Gonzalez’s vascular ring could only been seen, and therefore repaired, by placing her on her left side and entering the right side of her chest. Excellent MRI imaging told Burke and his surgical team that part. But to really know how to perform this intricate operation—to really visualize how to divide an aortic arch by entering the right side of Gonzalez’s chest—Burke used a 3D-printed model of Gonzalez’s heart. According to Burke, that 3D-printed heart made the difference before Gonzalez’s successful heart operation in May.

“When I opened her chest, the part I needed to divide was right in front of me. Because I knew it going in there, I could make a much smaller incision in her chest,” he says.

The rapid pace of improvement in 3D-printing technology is quickly reshaping the manufacturing sector. But the intersection of 3D printing and medicine is a new frontier. Some startups are experimenting with the desktop 3D printing of biocompatible materials, as Fortune has reported. Inside hospitals, surgeons are now turning to 3D printers to create replicas of internal organs, giving them true-to-life representations of organs they need to operate on before seeing the real thing in the operating room. Printing in flexible materials allows surgeons to try out different techniques; printing using rigid, clear materials gives surgeons a view of the internal structure of complex organs. Larger companies have begun to step in to meet this need.

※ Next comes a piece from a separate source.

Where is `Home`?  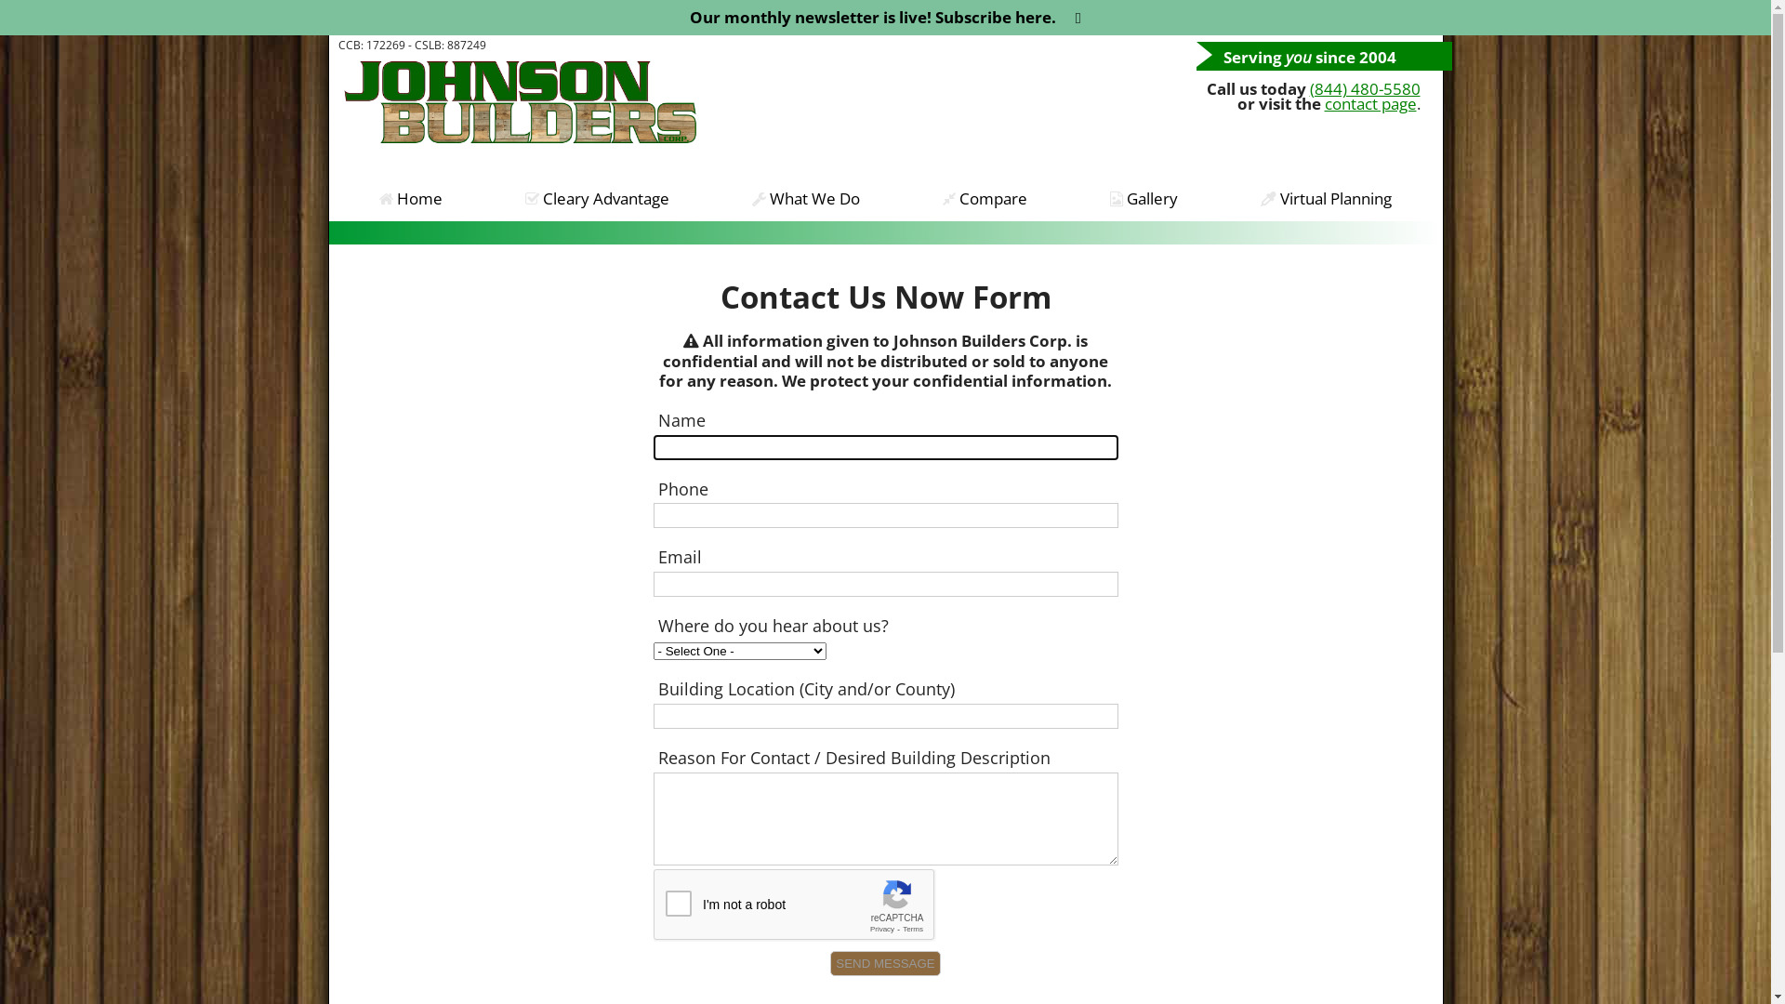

MORE: Here’s why hospitals are using virtual reality to train staff

“With 3D printing, doctors can use materials that surround the structure, in essence giving physicians X-ray vision to be able to look in and do things they can’t do in [the middle of] surgery,” says Scott Rader, the general manager of the medical solutions group started inside 3D-printing company Stratasys nine months ago.

In March, two months before Gonzalez’s surgery, Nicklaus Children’s Hospital installed its own 3D printer, a Stratasys Objet Eden260VS. Today it’s used to print pediatric heart models, says Juan Apilonar, lead computer engineer at the hospital, who oversees the printing operations at the hospital. After MRI and CT scans, a program similar to computer-aided design software is used to transform the scans into printable, 3D-image formats. At that point, the heart is printed out of either a flexible, opaque material or a rigid, transparent material. Surgeons have used the printer for about 20 patients so far, says Dr. Robert Hannan, a cardiac surgeon at the hospital.

One of those patients was Gonzalez, who had two versions of her heart 3D-printed: a flexible gray model and a rigid clear model. The latter gave Burke a window inside the organ. With that 3D-printed heart, Burke was able to walk his surgery team, step-by-step, through the procedure before making the first incision. After two hours—double aortic arch divided, vascular ring cured—Gonzalez was out of surgery and on her way to recovery. Today she’s still doing well, according to Burke.

“For a heart surgeon, I’m used to be able to hold a heart when I operate on it. But I can’t hold an MRI in my hands and feel it and create an operation,” he says. “The 3D-printed heart gives you a fantastic view of a very complex, three-dimensional problem. It helped me do a really good operation for her.”